→ What you should do: If an entry below contains an image, drop the image and retype the rest exactly.

[Instrument reading data]
◆ ◆ ◆
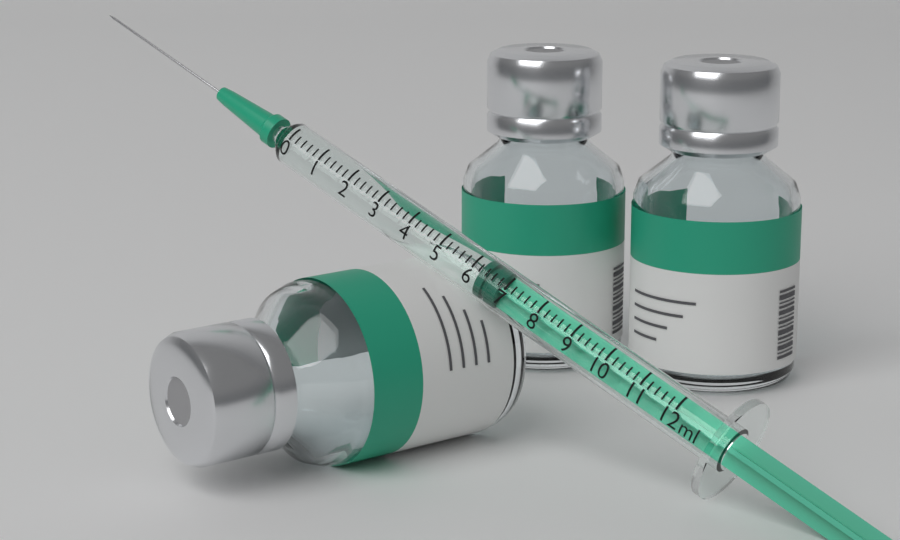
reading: 6.2 ml
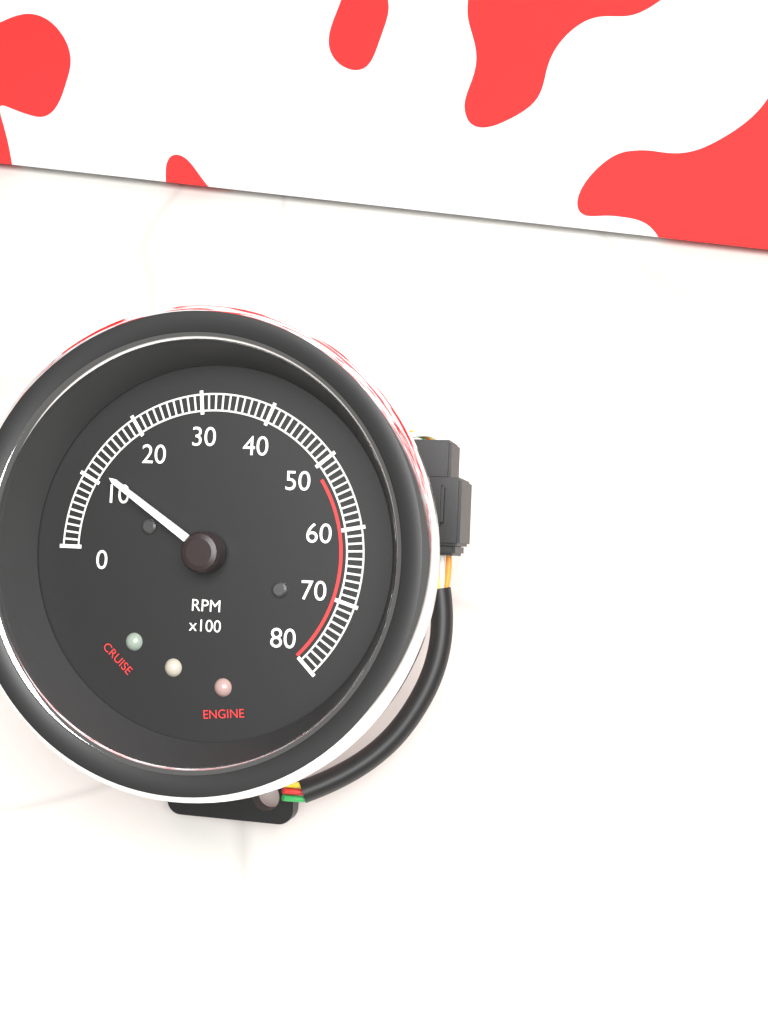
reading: 1200 RPM
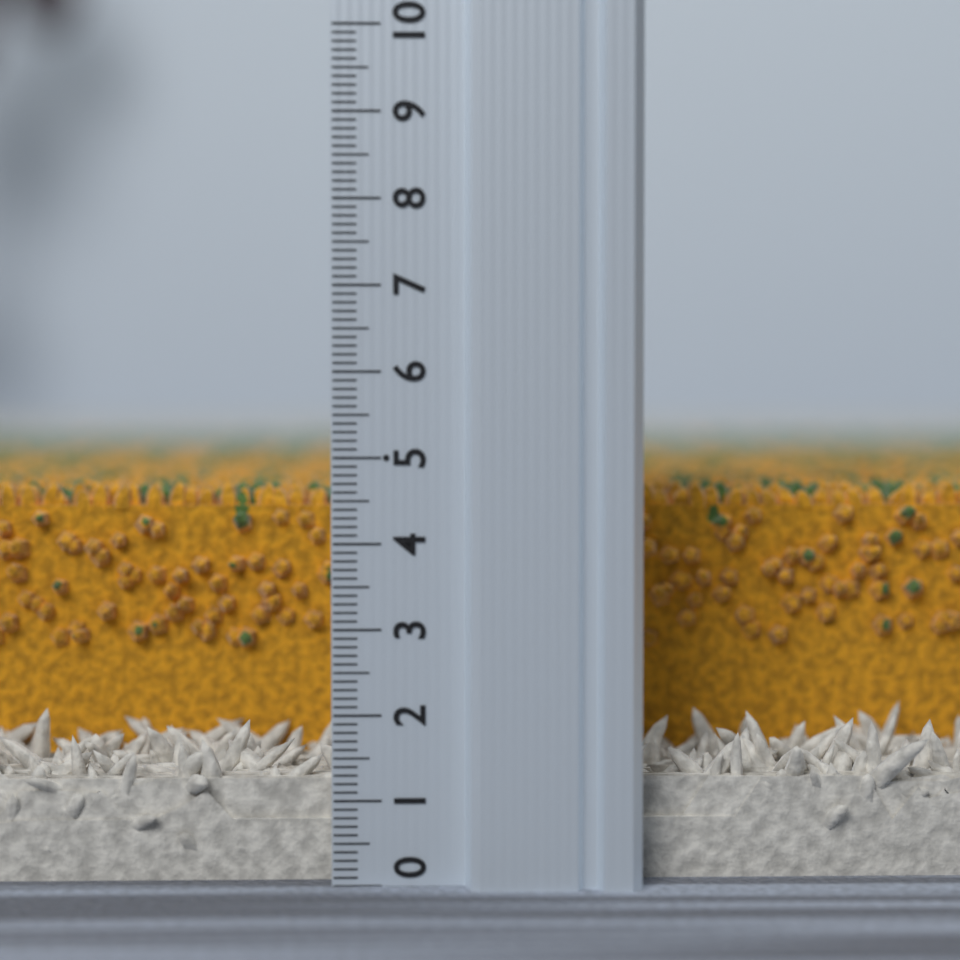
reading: 4.6 (no unit)
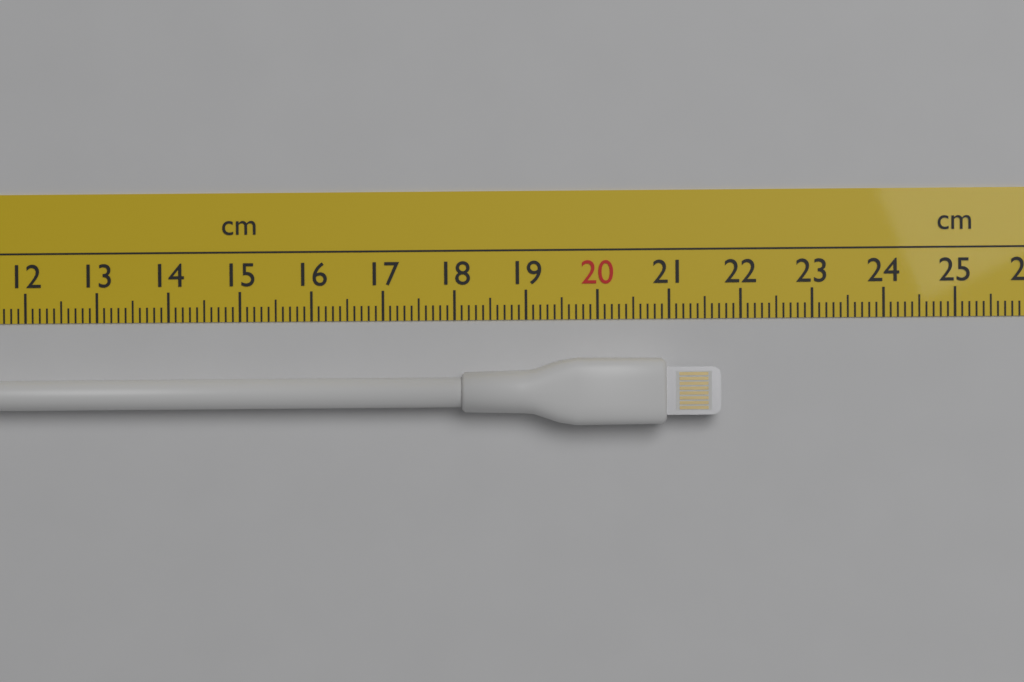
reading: 21.7 cm
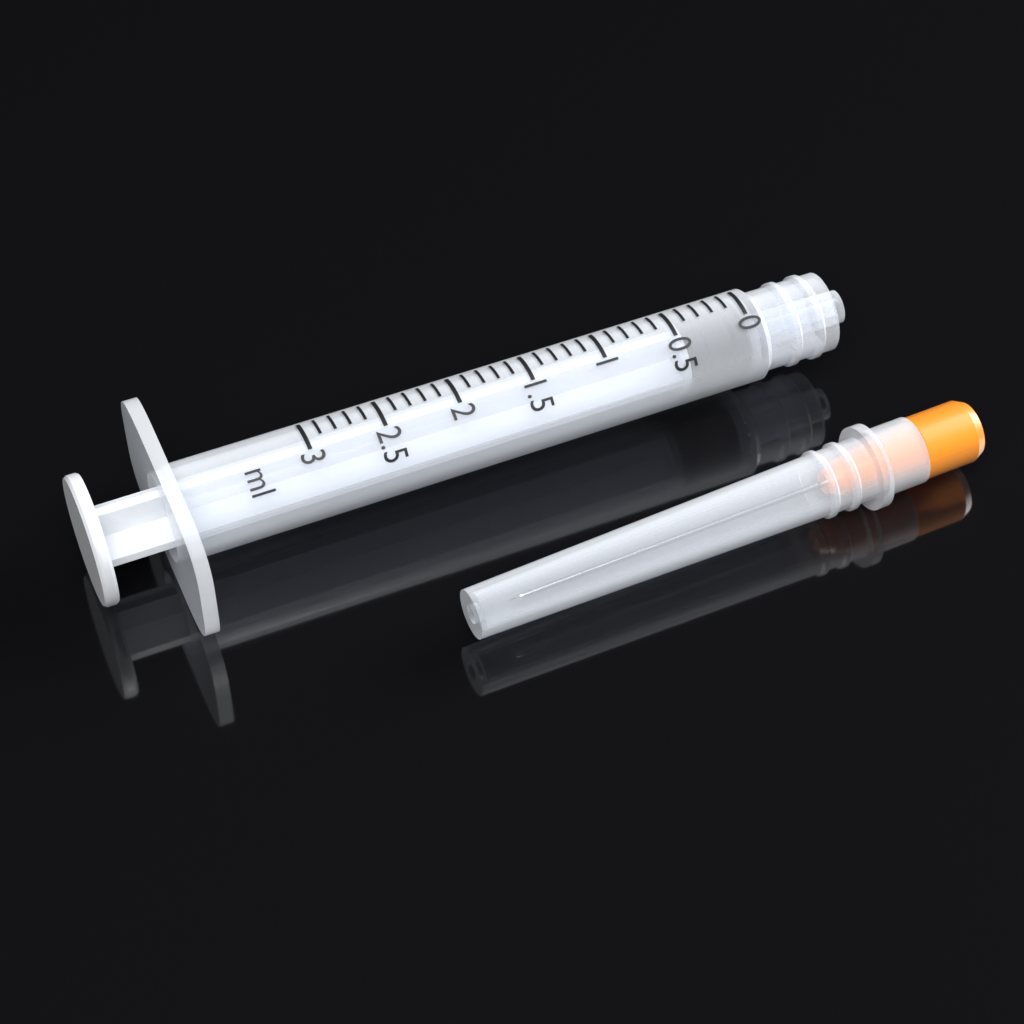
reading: 0.0 ml
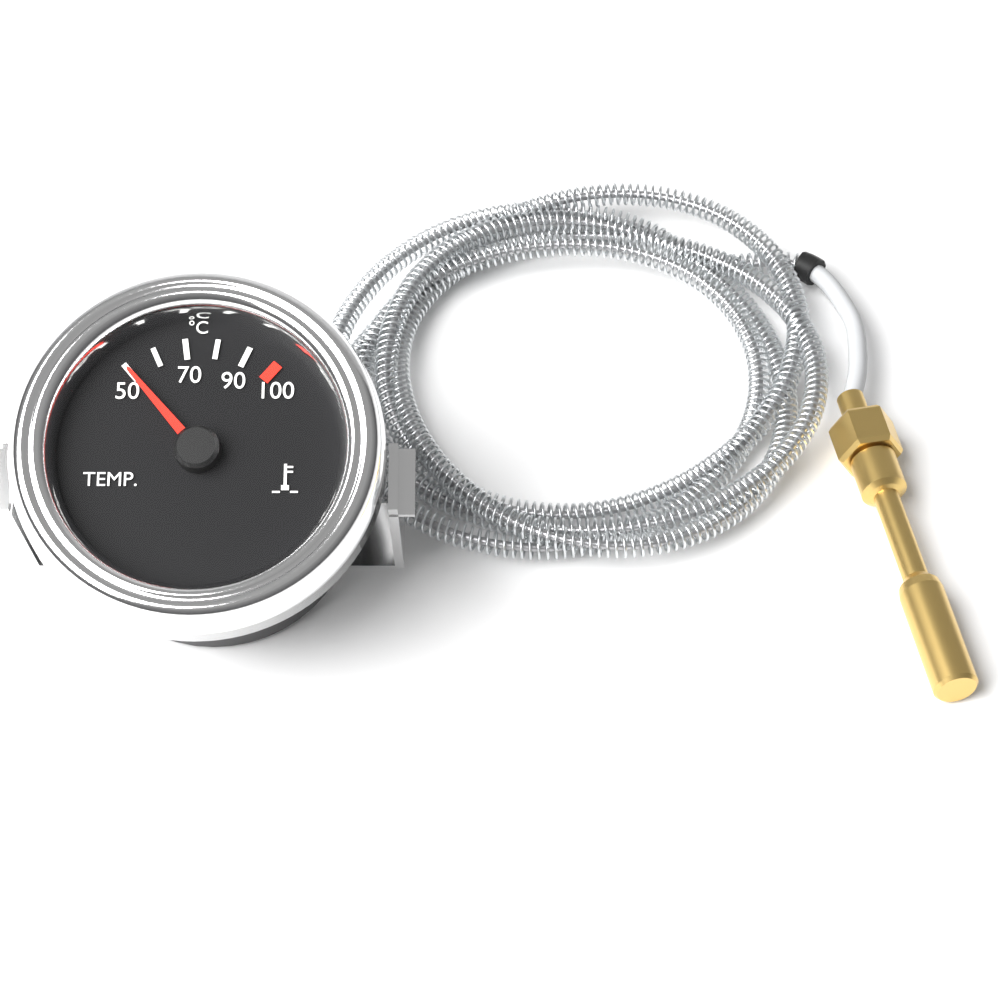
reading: 50 °C
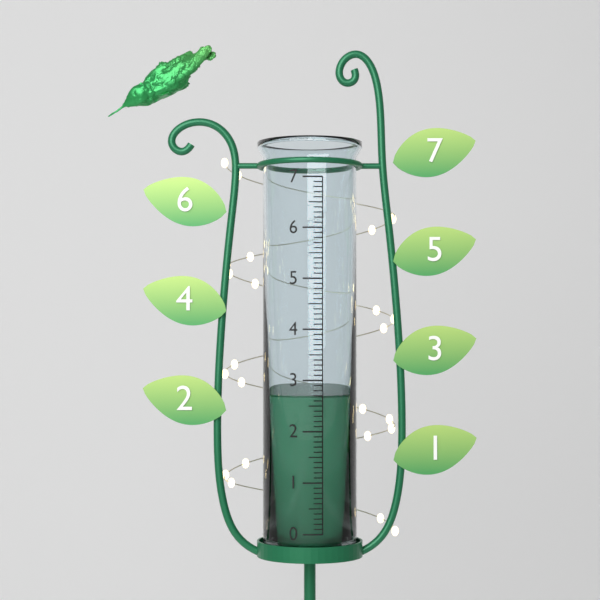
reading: 2.7 (no unit)
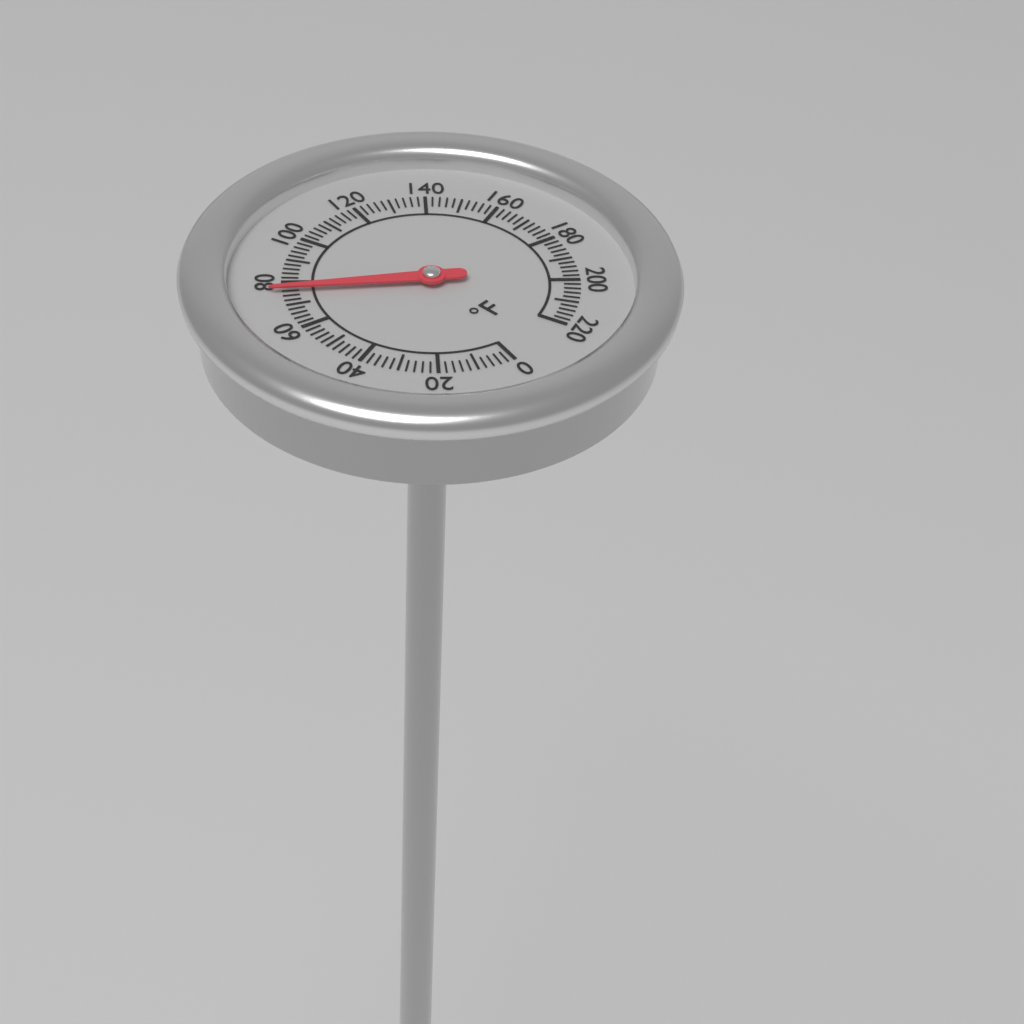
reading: 76 °F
◆ ◆ ◆
→ Exercise solution:
reading: 6.2 ml
reading: 1200 RPM
reading: 4.6 (no unit)
reading: 21.7 cm
reading: 0.0 ml
reading: 50 °C
reading: 2.7 (no unit)
reading: 76 °F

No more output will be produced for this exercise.